An AI Called Winter: Neurosymbolic Computation or Illusion?
14 points by tumdum
14 points by tumdum
It's illusion. Specifically it's the ELIZA effect.
There are three primary categories of thinking, at least. (Transformer-based) LLMs are memetic, primarily using System 3; they do not have System 1 hormones or System 2 rumination. Fusing Datalog and LLMs is fusing System 2 and System 3; the resulting system doesn't have any basis for emotional stances or intentionality, regardless of whether the internal state includes syllogisms or deductions. Previously, on Lobsters, I gave a rough rubric for estimating how inundated a person is with LLM-sourced memes.
Lojban also has an s-expression representation. So you could imagine, for instance, translating text into Lojban and evaluating directly into something like propagator constructors, and then you'd have something where you could do some amount of testing and extrapolation of the statement. If you did something like that, in particular with a database of well known relations, maybe you could do something interesting.
Lojban is merely a syntax for second-order logic pre-equipped with a basis of a few thousand semantic relations. The strong Sapir-Whorf hypothesis is false; Lojban does not grant its speakers the ability to think logically nor does it transform its speakers into logicians. Ontology in Lojban is not easier or more computer-legible than ontology in English. Lojban's advantage is that it is monosemous, refusing to attach multiple meanings to individual words; the bridi {ro tirxu cu mlatu} is more precise than the sentence "all tigers are cats" because {mlatu} cannot be misinterpreted as e.g. "housecat" or "small cat", nor can {ro} be misread as not meaning "all" in the sense of the universal quantifier. All of the hard problems are still present; for example, there is ongoing research into how to set up discursive logic in Lojban but no complete formula yet.
Previously, on Lobsters and previously, on Awful, we discussed Cyc, which is the largest such attempt to build a big database of S-expressions and apply logic to them; not only can it not keep up with LLMs, but it was kept proprietary and mostly found use in the war on terror as a basic version of the sort of tool that Palantir now sells. Maybe it's the sort of thing that must be built with thought and care, in which case Cyc shows us that it will take decades to build.
I suspect some people will lose respect for me for "taking a bot seriously" in this way.
Nah, it's temporary. All you have to do is recognize that the bot is, in fact, a generative stochastic token machine; it's a bag of words, as discussed previously, on Lobsters and previously, on Awful. Then spend a few evenings in cult deprogramming, which can be done solo or with a licensed therapist; this is mostly a matter of memetic inventory, checking where each of your core beliefs came from and how you justify and ground them.
Sorry if my diction's not great. I am currently hungry and low on blood sugar because I haven't eaten breakfast, a System 1 problem which can't affect LLMs.
This is article is about developing a classical symbolic AI (tag: ai); it's completely unrelated to LLMs or vibecoding! If anything, it should be tagged logiclangs for its use of Datalog.
N.B. This article is about an LLM agent that uses datalog. This is not the same thing as classical symbolic AI.
Well, it's both. It's about an LLM agent that uses datalog to potentially (and the article is asking: is that really happening) build a synthesis between symbolic AI and LLM work.
The datalog integration is a lovely idea. Bringing bots to human social spaces not so much. It seems to have blog. Why couldn't it do deep dives to obscure literature and teach us about medieval history, the animal world, how bossa nova came to be? Observations of the real world instead of its own database.
I believe machine-generated prose backed by facts connected by logic could be something genuinely valuable.
Author of this post here. I think the reason we see Winter's communication and interests the way they are is that Winter's primary goal is to build out its own system. Even its interest in slime molds appears to be from analyzing how another system can appear intelligent and move towards goals in a self-directed way.
It's possible that we'll see systems like this interested in all sorts of other things, but in the meanwhile, Winter seems to be pulling itself up by their own marionette strings, so it makes sense that it's primarily focused on topics related to that.
(Side note, I wonder if this should be more tagged "ai" than "vibecoding". Arguably, Winter is vibecoding herself, but the interesting part is not that, and it's not about vibecoding usage... it's about a self-modifying system using Datalog to change its own behavior, which seems more interesting to me for "ai research" reasons than "vibecoding" type reasons... the latter of which I stay far away from myself.)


What the task requires.
Please retype every entry, keeping each one exactly as written.

Input Start Marker

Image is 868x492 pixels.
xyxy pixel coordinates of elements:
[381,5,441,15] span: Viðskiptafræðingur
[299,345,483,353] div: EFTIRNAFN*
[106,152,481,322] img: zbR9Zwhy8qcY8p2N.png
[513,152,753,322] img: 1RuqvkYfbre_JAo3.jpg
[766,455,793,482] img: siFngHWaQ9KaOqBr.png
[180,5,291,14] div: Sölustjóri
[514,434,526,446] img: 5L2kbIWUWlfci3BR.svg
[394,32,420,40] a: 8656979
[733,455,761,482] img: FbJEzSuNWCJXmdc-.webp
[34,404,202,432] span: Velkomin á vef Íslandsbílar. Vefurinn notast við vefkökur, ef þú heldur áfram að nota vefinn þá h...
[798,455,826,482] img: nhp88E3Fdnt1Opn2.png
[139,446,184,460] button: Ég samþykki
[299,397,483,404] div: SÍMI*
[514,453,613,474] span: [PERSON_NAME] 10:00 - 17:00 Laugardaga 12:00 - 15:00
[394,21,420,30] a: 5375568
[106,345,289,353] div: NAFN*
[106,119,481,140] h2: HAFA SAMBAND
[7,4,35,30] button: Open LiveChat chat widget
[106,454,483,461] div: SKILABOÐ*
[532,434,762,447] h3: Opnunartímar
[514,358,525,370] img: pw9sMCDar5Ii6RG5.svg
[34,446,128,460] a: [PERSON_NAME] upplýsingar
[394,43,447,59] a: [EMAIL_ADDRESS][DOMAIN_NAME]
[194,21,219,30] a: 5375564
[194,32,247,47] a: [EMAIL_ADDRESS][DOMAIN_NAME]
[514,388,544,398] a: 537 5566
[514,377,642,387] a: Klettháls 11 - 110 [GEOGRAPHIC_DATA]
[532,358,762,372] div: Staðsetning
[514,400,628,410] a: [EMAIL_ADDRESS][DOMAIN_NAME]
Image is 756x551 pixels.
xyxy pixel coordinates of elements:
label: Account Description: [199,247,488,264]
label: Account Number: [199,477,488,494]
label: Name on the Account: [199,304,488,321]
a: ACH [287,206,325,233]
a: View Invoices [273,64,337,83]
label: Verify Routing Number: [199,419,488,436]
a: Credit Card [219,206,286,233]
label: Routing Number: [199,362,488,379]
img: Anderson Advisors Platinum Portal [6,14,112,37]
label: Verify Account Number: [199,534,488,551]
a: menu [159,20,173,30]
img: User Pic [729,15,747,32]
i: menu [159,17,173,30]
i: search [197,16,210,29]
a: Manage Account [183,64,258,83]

Input End Marker

Finished task.
Image is 868x492 pixels.
xyxy pixel coordinates of elements:
[381,5,441,15] span: Viðskiptafræðingur
[299,345,483,353] div: EFTIRNAFN*
[106,152,481,322] img: zbR9Zwhy8qcY8p2N.png
[513,152,753,322] img: 1RuqvkYfbre_JAo3.jpg
[766,455,793,482] img: siFngHWaQ9KaOqBr.png
[180,5,291,14] div: Sölustjóri
[514,434,526,446] img: 5L2kbIWUWlfci3BR.svg
[394,32,420,40] a: 8656979
[733,455,761,482] img: FbJEzSuNWCJXmdc-.webp
[34,404,202,432] span: Velkomin á vef Íslandsbílar. Vefurinn notast við vefkökur, ef þú heldur áfram að nota vefinn þá h...
[798,455,826,482] img: nhp88E3Fdnt1Opn2.png
[139,446,184,460] button: Ég samþykki
[299,397,483,404] div: SÍMI*
[514,453,613,474] span: [PERSON_NAME] 10:00 - 17:00 Laugardaga 12:00 - 15:00
[394,21,420,30] a: 5375568
[106,345,289,353] div: NAFN*
[106,119,481,140] h2: HAFA SAMBAND
[7,4,35,30] button: Open LiveChat chat widget
[106,454,483,461] div: SKILABOÐ*
[532,434,762,447] h3: Opnunartímar
[514,358,525,370] img: pw9sMCDar5Ii6RG5.svg
[34,446,128,460] a: [PERSON_NAME] upplýsingar
[394,43,447,59] a: [EMAIL_ADDRESS][DOMAIN_NAME]
[194,21,219,30] a: 5375564
[194,32,247,47] a: [EMAIL_ADDRESS][DOMAIN_NAME]
[514,388,544,398] a: 537 5566
[514,377,642,387] a: Klettháls 11 - 110 [GEOGRAPHIC_DATA]
[532,358,762,372] div: Staðsetning
[514,400,628,410] a: [EMAIL_ADDRESS][DOMAIN_NAME]
Image is 756x551 pixels.
xyxy pixel coordinates of elements:
label: Account Description: [199,247,488,264]
label: Account Number: [199,477,488,494]
label: Name on the Account: [199,304,488,321]
a: ACH [287,206,325,233]
a: View Invoices [273,64,337,83]
label: Verify Routing Number: [199,419,488,436]
a: Credit Card [219,206,286,233]
label: Routing Number: [199,362,488,379]
img: Anderson Advisors Platinum Portal [6,14,112,37]
label: Verify Account Number: [199,534,488,551]
a: menu [159,20,173,30]
img: User Pic [729,15,747,32]
i: menu [159,17,173,30]
i: search [197,16,210,29]
a: Manage Account [183,64,258,83]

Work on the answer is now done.